[Start of Attachment]

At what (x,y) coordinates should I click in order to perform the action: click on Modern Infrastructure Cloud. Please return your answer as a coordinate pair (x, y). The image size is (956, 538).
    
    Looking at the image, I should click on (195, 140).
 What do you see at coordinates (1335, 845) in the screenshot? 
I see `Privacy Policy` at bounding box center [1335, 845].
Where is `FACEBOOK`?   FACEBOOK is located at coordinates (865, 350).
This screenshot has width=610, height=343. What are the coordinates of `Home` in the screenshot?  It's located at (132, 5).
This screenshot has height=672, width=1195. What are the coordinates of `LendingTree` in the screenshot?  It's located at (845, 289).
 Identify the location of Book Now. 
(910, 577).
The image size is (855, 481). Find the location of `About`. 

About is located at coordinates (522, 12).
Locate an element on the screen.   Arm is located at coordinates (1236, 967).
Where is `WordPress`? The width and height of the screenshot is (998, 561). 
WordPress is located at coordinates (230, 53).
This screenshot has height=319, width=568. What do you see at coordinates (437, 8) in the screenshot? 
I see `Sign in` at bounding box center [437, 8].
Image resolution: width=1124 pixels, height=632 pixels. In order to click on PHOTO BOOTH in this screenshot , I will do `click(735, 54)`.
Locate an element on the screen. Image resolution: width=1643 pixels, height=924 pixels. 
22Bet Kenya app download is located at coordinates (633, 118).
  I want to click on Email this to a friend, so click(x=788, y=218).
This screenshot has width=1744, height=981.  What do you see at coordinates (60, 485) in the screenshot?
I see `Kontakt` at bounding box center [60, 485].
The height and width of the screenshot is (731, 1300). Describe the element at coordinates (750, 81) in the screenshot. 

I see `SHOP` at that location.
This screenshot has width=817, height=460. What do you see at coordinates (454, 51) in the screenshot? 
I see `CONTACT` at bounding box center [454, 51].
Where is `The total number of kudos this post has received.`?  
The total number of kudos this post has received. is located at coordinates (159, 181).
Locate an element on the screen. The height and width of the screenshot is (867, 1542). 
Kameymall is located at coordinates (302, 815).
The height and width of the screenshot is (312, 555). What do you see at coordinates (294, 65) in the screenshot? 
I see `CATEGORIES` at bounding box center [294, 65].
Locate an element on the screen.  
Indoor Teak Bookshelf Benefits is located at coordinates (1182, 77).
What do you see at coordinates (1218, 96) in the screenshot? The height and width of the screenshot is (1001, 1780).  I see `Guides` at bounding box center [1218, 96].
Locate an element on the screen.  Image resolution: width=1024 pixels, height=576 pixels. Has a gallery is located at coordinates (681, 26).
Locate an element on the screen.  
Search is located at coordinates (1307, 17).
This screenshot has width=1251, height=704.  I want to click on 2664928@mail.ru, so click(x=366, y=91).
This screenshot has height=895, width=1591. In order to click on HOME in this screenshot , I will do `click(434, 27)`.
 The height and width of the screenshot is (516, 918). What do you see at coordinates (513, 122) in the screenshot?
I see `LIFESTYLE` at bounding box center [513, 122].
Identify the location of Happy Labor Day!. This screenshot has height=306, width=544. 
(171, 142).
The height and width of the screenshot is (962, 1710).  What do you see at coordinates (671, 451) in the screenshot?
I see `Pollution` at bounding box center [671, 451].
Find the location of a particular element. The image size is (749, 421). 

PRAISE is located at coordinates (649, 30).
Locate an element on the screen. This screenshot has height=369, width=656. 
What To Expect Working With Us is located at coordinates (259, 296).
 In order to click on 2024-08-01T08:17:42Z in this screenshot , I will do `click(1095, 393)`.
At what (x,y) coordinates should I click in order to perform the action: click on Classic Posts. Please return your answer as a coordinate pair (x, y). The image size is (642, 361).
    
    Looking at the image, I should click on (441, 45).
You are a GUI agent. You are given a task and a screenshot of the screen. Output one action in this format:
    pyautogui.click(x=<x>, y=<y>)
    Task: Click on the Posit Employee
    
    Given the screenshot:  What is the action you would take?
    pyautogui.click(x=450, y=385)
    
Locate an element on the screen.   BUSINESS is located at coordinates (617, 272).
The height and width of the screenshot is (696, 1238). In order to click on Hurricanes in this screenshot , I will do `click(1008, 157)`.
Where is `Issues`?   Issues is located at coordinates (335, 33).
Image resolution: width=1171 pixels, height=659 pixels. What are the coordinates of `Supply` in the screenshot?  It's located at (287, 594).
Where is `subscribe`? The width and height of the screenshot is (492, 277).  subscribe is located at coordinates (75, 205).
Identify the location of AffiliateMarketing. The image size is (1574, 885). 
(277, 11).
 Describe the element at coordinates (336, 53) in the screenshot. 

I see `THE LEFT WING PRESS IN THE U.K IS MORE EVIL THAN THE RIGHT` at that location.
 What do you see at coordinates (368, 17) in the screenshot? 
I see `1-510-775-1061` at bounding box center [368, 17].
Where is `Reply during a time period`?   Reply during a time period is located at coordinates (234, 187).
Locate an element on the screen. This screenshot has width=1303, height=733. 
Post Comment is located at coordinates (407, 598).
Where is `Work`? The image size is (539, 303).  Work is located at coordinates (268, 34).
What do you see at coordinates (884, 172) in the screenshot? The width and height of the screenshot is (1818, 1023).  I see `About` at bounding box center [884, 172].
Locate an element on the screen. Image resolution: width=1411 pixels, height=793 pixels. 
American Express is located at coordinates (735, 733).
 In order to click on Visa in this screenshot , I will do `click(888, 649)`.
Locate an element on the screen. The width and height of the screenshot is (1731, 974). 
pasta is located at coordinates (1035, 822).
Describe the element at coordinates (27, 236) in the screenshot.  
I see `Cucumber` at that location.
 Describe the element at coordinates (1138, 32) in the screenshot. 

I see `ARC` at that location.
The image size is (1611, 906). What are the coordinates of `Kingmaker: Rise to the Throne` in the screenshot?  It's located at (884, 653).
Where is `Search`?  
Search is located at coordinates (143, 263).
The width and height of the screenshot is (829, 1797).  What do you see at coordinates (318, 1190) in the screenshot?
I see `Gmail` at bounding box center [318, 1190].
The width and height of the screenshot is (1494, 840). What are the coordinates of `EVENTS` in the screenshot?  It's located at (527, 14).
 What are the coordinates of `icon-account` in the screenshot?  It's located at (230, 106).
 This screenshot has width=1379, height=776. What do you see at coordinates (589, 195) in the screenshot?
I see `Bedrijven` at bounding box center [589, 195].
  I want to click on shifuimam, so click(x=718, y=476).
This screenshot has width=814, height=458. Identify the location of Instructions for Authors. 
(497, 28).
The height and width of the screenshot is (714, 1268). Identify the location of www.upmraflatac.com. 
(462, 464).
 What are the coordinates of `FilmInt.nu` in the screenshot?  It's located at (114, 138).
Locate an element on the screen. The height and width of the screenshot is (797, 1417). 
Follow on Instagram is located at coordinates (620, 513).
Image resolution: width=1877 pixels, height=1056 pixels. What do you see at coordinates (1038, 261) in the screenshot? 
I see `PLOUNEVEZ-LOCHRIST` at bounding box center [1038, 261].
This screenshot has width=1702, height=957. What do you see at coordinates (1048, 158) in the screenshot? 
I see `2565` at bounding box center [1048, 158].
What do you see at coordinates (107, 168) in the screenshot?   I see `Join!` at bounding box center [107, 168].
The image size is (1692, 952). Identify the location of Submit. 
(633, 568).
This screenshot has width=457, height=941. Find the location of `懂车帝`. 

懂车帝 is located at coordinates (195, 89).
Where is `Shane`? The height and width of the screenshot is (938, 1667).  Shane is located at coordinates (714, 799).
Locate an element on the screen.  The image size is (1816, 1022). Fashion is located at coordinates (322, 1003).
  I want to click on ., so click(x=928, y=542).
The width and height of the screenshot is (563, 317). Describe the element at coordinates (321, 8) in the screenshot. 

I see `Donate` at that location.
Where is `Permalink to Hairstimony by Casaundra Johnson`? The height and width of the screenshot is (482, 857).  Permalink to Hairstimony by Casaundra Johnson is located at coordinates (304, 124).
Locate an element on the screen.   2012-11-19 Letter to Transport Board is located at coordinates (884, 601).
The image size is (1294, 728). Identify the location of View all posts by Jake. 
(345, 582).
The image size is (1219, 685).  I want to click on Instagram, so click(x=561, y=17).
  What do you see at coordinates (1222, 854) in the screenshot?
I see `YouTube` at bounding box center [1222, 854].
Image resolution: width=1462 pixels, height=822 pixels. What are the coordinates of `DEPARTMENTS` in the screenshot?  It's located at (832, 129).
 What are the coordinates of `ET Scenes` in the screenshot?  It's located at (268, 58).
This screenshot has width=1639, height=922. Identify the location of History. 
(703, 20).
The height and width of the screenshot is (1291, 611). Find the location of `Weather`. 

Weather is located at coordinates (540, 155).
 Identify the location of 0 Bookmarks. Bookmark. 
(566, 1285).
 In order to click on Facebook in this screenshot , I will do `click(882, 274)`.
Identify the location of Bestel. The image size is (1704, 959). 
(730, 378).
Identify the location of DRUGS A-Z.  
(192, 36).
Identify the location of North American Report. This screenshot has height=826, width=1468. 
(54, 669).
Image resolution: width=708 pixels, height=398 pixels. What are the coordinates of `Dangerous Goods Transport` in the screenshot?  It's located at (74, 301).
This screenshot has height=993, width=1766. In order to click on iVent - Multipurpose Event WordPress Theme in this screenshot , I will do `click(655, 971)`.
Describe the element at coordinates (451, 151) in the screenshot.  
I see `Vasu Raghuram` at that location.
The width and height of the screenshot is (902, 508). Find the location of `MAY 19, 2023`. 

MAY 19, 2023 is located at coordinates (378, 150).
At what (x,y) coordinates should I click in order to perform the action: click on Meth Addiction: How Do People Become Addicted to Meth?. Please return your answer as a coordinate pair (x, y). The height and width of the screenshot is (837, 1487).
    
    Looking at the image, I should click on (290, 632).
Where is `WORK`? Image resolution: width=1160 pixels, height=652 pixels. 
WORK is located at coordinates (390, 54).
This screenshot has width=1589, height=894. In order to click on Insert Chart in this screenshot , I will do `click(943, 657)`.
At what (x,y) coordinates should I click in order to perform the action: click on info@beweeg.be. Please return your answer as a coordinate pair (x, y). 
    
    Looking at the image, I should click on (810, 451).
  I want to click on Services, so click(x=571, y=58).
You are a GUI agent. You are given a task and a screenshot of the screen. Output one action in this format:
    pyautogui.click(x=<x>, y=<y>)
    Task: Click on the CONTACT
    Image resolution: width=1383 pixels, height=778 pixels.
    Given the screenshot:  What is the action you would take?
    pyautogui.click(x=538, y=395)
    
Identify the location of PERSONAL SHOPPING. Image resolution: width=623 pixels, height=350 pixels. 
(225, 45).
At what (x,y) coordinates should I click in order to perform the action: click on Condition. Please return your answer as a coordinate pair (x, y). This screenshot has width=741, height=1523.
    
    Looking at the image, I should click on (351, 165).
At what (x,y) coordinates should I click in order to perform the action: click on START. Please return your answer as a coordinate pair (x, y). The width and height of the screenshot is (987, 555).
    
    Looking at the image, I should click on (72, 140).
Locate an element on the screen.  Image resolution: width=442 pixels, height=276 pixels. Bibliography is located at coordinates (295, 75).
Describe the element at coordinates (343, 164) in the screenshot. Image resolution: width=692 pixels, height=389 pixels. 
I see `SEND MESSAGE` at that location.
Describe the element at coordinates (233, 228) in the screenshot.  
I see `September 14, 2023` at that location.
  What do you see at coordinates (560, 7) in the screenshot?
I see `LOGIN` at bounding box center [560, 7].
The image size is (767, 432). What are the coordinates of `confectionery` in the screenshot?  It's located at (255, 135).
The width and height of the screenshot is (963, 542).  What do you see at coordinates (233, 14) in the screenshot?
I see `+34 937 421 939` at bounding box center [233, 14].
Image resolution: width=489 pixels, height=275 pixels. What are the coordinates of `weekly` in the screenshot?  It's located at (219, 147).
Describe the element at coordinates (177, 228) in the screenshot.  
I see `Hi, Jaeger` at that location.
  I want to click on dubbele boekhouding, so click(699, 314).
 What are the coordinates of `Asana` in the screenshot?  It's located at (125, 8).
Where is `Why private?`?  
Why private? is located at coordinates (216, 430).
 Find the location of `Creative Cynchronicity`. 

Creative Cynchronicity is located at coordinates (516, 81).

[End of Attachment]

» **ASSIGNMENT**: Copy out, from the data above, each line where the string "Transport" is present.

» **RESPONSE**:
Locate an element on the screen.   2012-11-19 Letter to Transport Board is located at coordinates (884, 601).
Image resolution: width=708 pixels, height=398 pixels. What are the coordinates of `Dangerous Goods Transport` in the screenshot?  It's located at (74, 301).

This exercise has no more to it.